Sunday, February 4, 2007

Thoughts on Next Windows

Sent the following feedback to Mary Jo Foley's article on "Windows 7" at http://redmondmag.com/columns/article.asp?editorialsid=1623


Thanks for the column,

I especially liked the realization that "Microsoft is currently facing some of the same problems with Vista it has been experiencing with Office for a couple of years now."

This is in my opinion very true, and gives hope that the Redmond Co can actually pull itself back into fondness and innovation camp, if it truly wants.

What I'd already have done, if I were their head of OS development:


- Handle Win32 compatibility via sanboxes and emulation (each app getting its own image of Windows, unable to mess up the underlying OS at all)

I _thought_ they were into this, when they purchased Connectix (Virtual PC) a few years back. Basically, they should have made Virtual PC an essential part of Windows itself.
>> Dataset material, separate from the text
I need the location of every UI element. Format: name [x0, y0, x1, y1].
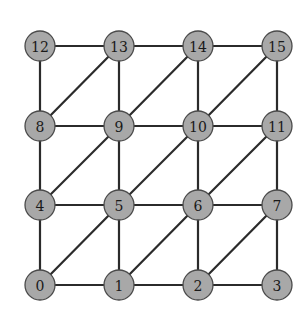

What this allows, is re-making the actual OS on _any_ architecture they like. All C# or something like that. Transition from C/C++ to higher languages was promised by them ("managed code") but has it happened...?


- Split the company. For their Own Good.

They could make old-style Windows support into a separate, limited resources company. One of their problems (and I've seen this in other big, succesful sw houses) is that they're plain too big. Software development does not have an economy of masses. Car production has. For sw, innovation and effeciency works in small groups, tied together by a flexible integration framework. This is what Windows lacks, and maybe cannot ever really be given. Virtualization/sandboxing would place technical limits to the "weight of compatibility" they carry along, splitting the company in parts would do the same at an organizational level.


- Learn from the XBox 360

Rather, make the New Windows around it. Allow XBox 360 to run the SAME os as next-gen Windows PC's (maybe even the games, being DirectX based always was the promise they had on the XBox line).
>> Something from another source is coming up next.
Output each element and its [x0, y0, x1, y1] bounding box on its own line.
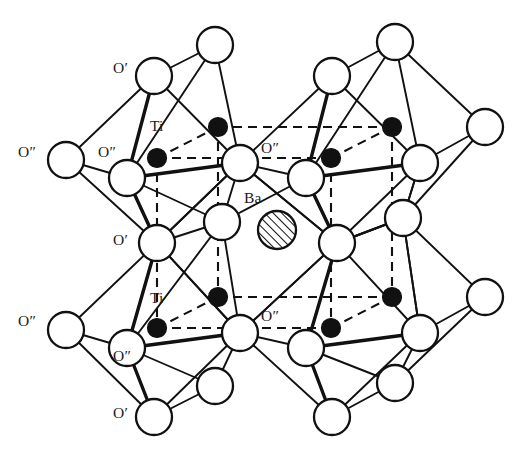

Granted, the CPU differences (x86 vs. PowerPC x3) are huge, but that's where the virtualization helps. XBox 360 can surely run Virtual PC, they've just not released such a product.
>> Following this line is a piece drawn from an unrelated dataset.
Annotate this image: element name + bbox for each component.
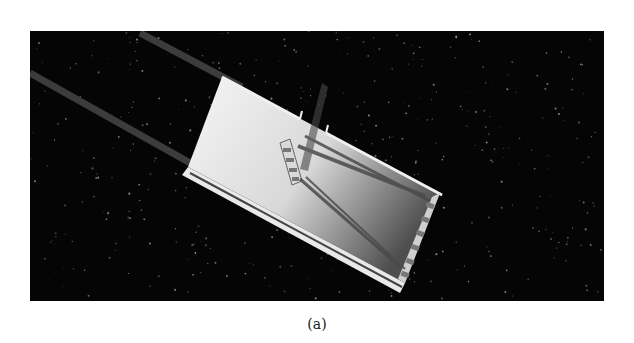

APIs and "binaries" of the new OS would anyways be non-native (think Python/Ruby/C#/Lua bytecode) so having different hw backgrounds no longer is an issue like it used to be.


--
Asko Kauppi, Finland

Thursday, February 1, 2007

Out of This Age!

National Games Village, Bangalore

Coming back from a 2-day Safari to the Kabini Resort at Rajiv Gandhi National Park.

This time, the culture shock of riksha's, left/right/center-sided traffic and overall boiling-potness of India is more than when first arriving here. This time, I was not prepared.

The 2 days at Kabini Jungle Lodges were plain fabulous. Early wakeups, jeeping, paddling or boating among wildlife. Clear, 360 degree starry skies with a full moon. Moonshine ahead of the boat, sunset behind it. Just Too Good.

Nearby the Resort are villages, which is just okay. But the conflict between these two is seemingly there. We observed a bunch of wild dogs ("rare sighting" the driver said) approaching a field where cows pastured. Anyone's guess, what would happen...

Apart from the pure amaze about the animals, and a magnitude of pictures taking a day to uncover :), there remains a question about what the next 20 years will bring. Trip back from Kabini to Mysore takes about an hour or so, on more or less bumpy roads. If they make the roads better, more people will come, and more villagers, too. The big question is how to integrate the Park and the Villagers together, into mutual benefit. I don't know, how.

Another concern would be tourism. Currently, Kabini is clearly a hidden treasure (which this Blog entry helps to erode!) but will it remain so. It has 6 tents (cheaper huts(, 6 cabins (very good quality) and has a Maharajan feeling to it. All is genuine, the guides are clearly having a heart for the park and nature, and the food is plain excellent! But this place is incapable of serving several busloads of either Indian or foreign tourists.

Perhaps Green Tourism is exactly this; hidden treasures worth hunting, with practically no advertisement but for the mouth-to-mouth rumours. Perhaps Green Tourism can not be branded, duplicated and utilized to maximum benefit. If future 20 years from now is such, and Kabini still is what it is today, I'll be willing to join the Future!